I’m writing this at a bit of a disadvantage.  I’ve seeing Dig and Build but I haven’t seen Work quite yet.  Still, on the basis of the first two books in the series, I have one comment: Roxie needs to do some real work.  You see, in the book there’s this pink dog named Roxie who joins the apparently all-male crew on their digs (yes, she has eyelashes).  The problem is that Roxie doesn’t have much to do. For example, on the back of Build, Dogs, Build you can see her welding:

Roxie

But inside they changed it so that the dog doing the welding wasn’t her.  All Roxie got to really do in this book was install a doorbell.  Dig, Dogs, Dig wasn’t much better.  There she just handed down hammers.  I’ll be looking at Work, Dogs, Work soon.  Hopefully they put that gal through her paces.  She needs to earn her keep!

Construction by Sally Sutton

Construction

Very nicely done.  It’s not overt but the construction workers do include female crew members.

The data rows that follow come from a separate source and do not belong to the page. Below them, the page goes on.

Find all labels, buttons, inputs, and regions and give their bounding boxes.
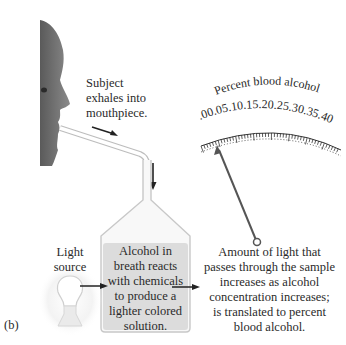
chamber-line: solution. [103, 319, 188, 334]
label-line: Light [44, 245, 96, 260]
caption-line: mouthpiece. [86, 106, 147, 121]
caption-line: Subject [86, 76, 147, 91]
result-line: passes through the sample [193, 260, 346, 275]
chamber-line: lighter colored [103, 304, 188, 319]
gauge-scale [201, 133, 341, 156]
gauge-tick-marks [201, 133, 341, 153]
mouthpiece-tube [60, 128, 147, 198]
result-line: increases as alcohol [193, 275, 346, 290]
result-line: is translated to percent [193, 305, 346, 320]
gauge-title: Percent blood alcohol [212, 74, 322, 98]
label-line: source [44, 260, 96, 275]
chamber-line: breath reacts [103, 259, 188, 274]
gauge-needle [214, 145, 261, 246]
chamber-line: Alcohol in [103, 244, 188, 259]
result-description: Amount of light that passes through the … [193, 245, 346, 335]
airflow-arrow-icon [92, 127, 118, 136]
face-profile-icon [40, 20, 70, 166]
chamber-text: Alcohol in breath reacts with chemicals … [103, 244, 188, 334]
chamber-line: to produce a [103, 289, 188, 304]
panel-label: (b) [4, 318, 19, 333]
light-source-label: Light source [44, 245, 96, 275]
result-line: Amount of light that [193, 245, 346, 260]
caption-line: exhales into [86, 91, 147, 106]
chamber-line: with chemicals [103, 274, 188, 289]
subject-caption: Subject exhales into mouthpiece. [86, 76, 147, 121]
gauge-tick-labels: .00.05.10.15.20.25.30.35.40 [196, 97, 336, 126]
result-line: concentration increases; [193, 290, 346, 305]
result-line: blood alcohol. [193, 320, 346, 335]
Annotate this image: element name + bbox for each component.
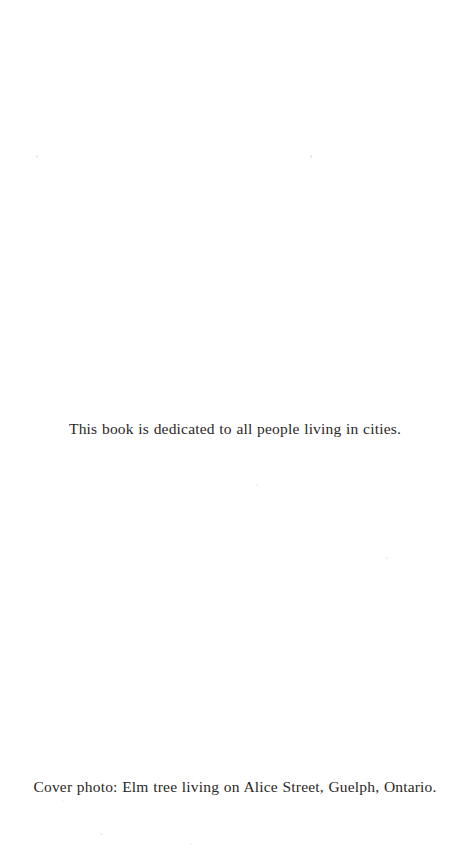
dedication-text: This book is dedicated to all people liv… (0, 419, 470, 440)
scan-speck (100, 833, 103, 835)
scan-speck (386, 557, 388, 559)
book-page: This book is dedicated to all people liv… (0, 0, 470, 865)
scan-speck (190, 843, 192, 845)
scan-speck (62, 800, 64, 802)
scan-speck (256, 484, 258, 486)
cover-photo-credit: Cover photo: Elm tree living on Alice St… (0, 777, 470, 798)
scan-speck (36, 155, 38, 158)
scan-speck (310, 155, 312, 158)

Whose Trucks? by Toni Buzzeo, ill. Jim Datz

WhoseTruck

These board books are fantastic.  Men and women work together everywhere.  Also, the kids playing with the trucks at the end of the book are a boy and a girl.  If you haven’t seen this, as well as its companion piece Whose Tools? then you are missing out, my friend.

Diggers Go by Steve Light

       DiggersGo

My son doesn’t have many words but one word he does have is “man”.  “Man?  Man?” he asks as he points to the construction equipment in this book.  He’s not wrong.  You might argue that since the faces are in silhouette there’s no way to really tell if the drivers are men or women, and you’d be right.  Still and all they look like dudes.  When Light puts women in these positions, they tend to have ponytails.  The sole ding in what is otherwise a magnificent series.